The energy shock is moving into the real economy much faster than most desks anticipated. Three weeks into the US Iran conflict, the Strait of Hormuz is effectively impaired, and with Brent pushing past 112 dollars, we are no longer looking at a price spike but a structural bottleneck. While the strip implies an eventual return toward 80 dollars by late 2027, shipping confidence takes far longer to rebuild than a ceasefire takes to sign. Our house view is that Brent remains a primary headwind north of 90 dollars through the second quarter.


In South Africa, the transmission is immediate and painful. Energy spikes are hitting fuel and fertiliser which together account for nearly half of farm input costs. The fact that the vast majority of our grain moves by road adds a second layer of pressure to a food inflation trajectory that had only recently moderated below 4 percent. The FRA market is currently pricing in nearly 100 basis points of SARB tightening, but we disagree with that move. Hiking into a supply driven shock would be a mistake for a consumer whose consumption is already set to decelerate toward the 2 percent mark this year. Our base case is that the SARB holds.


We expect the worst of the volatility and dislocation to be concentrated in the first half of 2026. As alternative supply routes come online and the initial shock gets absorbed into base effects, the second half should bring a calmer environment, albeit one where oil prices remain structurally higher than pre conflict levels. Into 2027 we see a more realistic backdrop: elevated energy costs persist as a feature rather than a crisis, volatility normalises, and markets begin to reprice around a new equilibrium rather than reacting to daily headlines from the Gulf.

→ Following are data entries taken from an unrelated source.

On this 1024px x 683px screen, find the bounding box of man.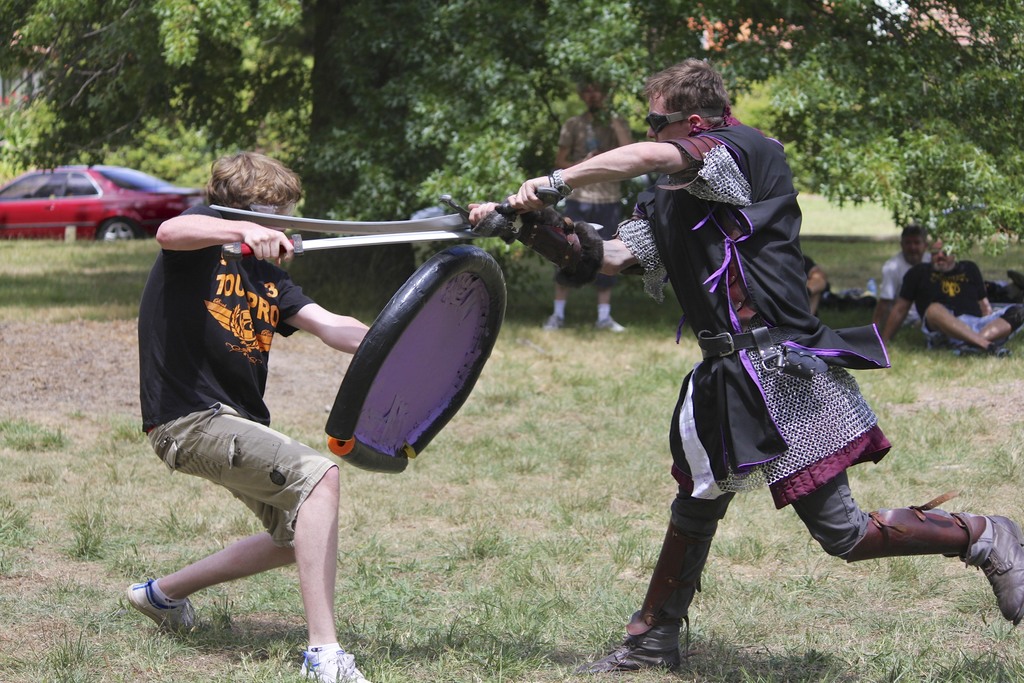
Bounding box: [x1=539, y1=68, x2=635, y2=334].
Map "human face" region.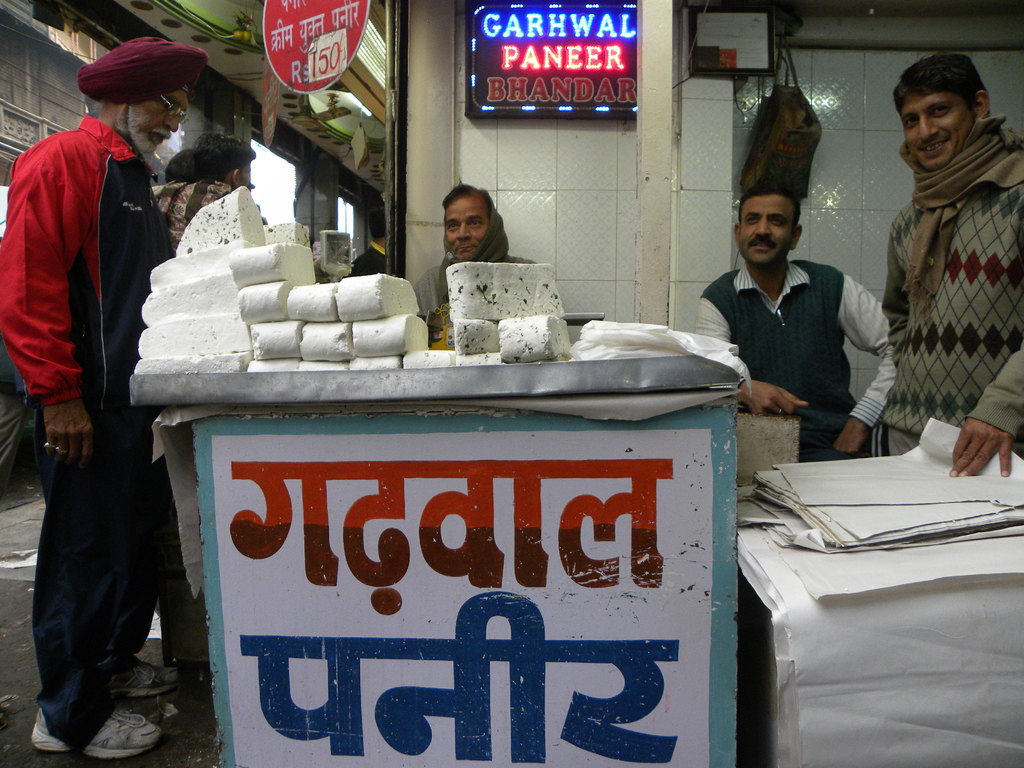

Our positioning across the JSE reflects this view. We see the most compelling value in food retail, where the sector is trading in the mid 15s on a forward PE basis, a significant discount to the long term average of roughly 19x and a rare entry point into high quality defensive cash flows. We also remain overweight on banks, where dividend yields in the 7 to 8 percent range provide a robust margin of safety. Conversely, we are avoiding discretionary retail where clothing pricing power has effectively vanished against global disruptors. Until we see a durable peace, protecting the downside is the only trade that matters.